As will be shown in the next blog post by my co-author Merle O’Brien success lies behind valorizing as shown in the figure below or the value based/human centered approach to development which is similar to the IDIN philosophy.

Part 2: Youth, Education, Development – What are the gaps and prospects for the future?

Botswana Children

In his 2012 state of the nation address the President mentioned with regards to youth empowerment that our nation faces no greater task than that of empowering our youth to achieve their aspirations for a productive and meaningful life. Census findings reveal that some 39% of Botswana are aged between 15 and 35. Yet notwithstanding the fact that this age cohort is better educated than any generation before them, or that many of them also possess additional life skills and talents, such as relatively high levels of ICT literacy, as a group they are struggling. Having come of age in an especially challenging time of economic downturn, our youth deserve the government’s special support. The nation’s present opportunities as well as future prospects are at stake. With their energy and innovative capacity our youth are solid assets, who need to be enabled if we are to be a more prosperous and productive nation.

He further went on to mention that government’s commitment to building a better future by investing in our youth is perhaps best reflected in their devotion of substantial resources to their education, training and overall skills development, both in and outside the classroom; they recognize that our education system must be adapted to meet evolving social and economic demands. Statistics show that participation in tertiary education has been increasing steadily over the years but is still relatively low. About 45% of the relevant school‐leaving age group is entering tertiary education and about 64% of them are going to private institutions.

The levels of unemployment for the educated are high with tertiary level graduates comprising 15% of the unemployed and those with post‐secondary certificates a further 22%. These figures suggest poor quality of post‐school education and/or an inability of the economy to absorb individuals with high levels of education or maybe even lack of intuition, innovation and initiative by the graduates of the education system. This could be caused by other non-economic factors such as a dependency culture which was brewed by government’s active role in assuming the private sector role since 1976.

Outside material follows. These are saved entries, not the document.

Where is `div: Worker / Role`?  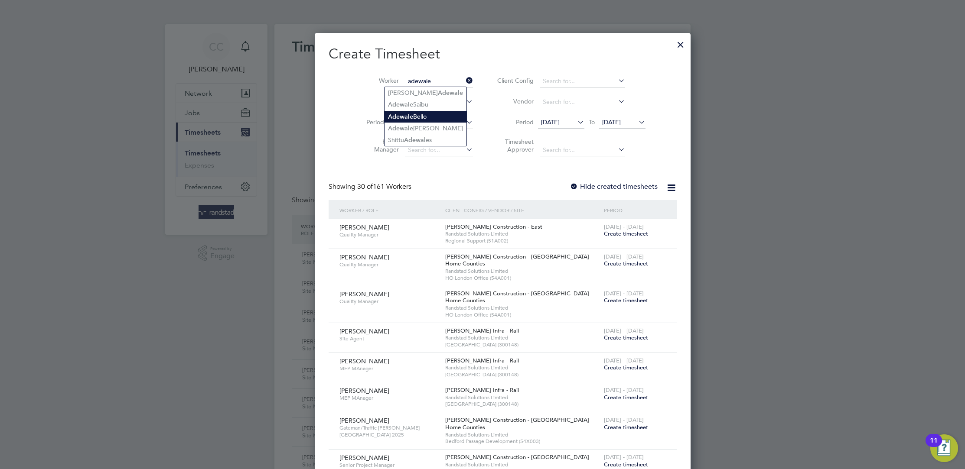 div: Worker / Role is located at coordinates (390, 210).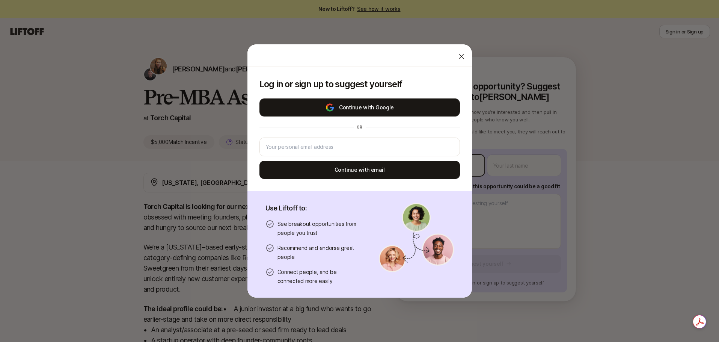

The need for the adaption of the education system is the principal justification for the development of Botswana’s first comprehensive Human Resource Development Strategy set to be realized by 2029. When it is implemented it will provide a strategic link across each of the vision 2016 pillars, and a vital underpinning to the range of government, societal, sector and institutional reforms that are necessary for Botswana to achieve the status of “winning nation”.

So far through the Human Resource Development Council, several sector committees have been setup to review and develop integrated HRD plans in line with this strategy. As an identified key alternative driver of societal development, economic development and growth, the government has through its Ministry of Trade and Industry’s Economic Diversification Drive (EDD) placed the creative industries as the number one priority sector to development in line with the Private Sector Development Strategy and Human Resource Development Strategy.

It is argued that a human resource development strategy that recognizes the creative industries as key cross cutting catalysts or a sector for Botswana, will ensure that the policies of government, the desires of civil society, the programs of educational institutions, and the initiatives of business and industry are better aligned and work together in a coordinated way to enhance overall sustainable human resource capabilities and consequent economic growth and development. In the next blog post I will discuss some theories on the cultural and creative industries and how these can contribute to economic development of the country and its people.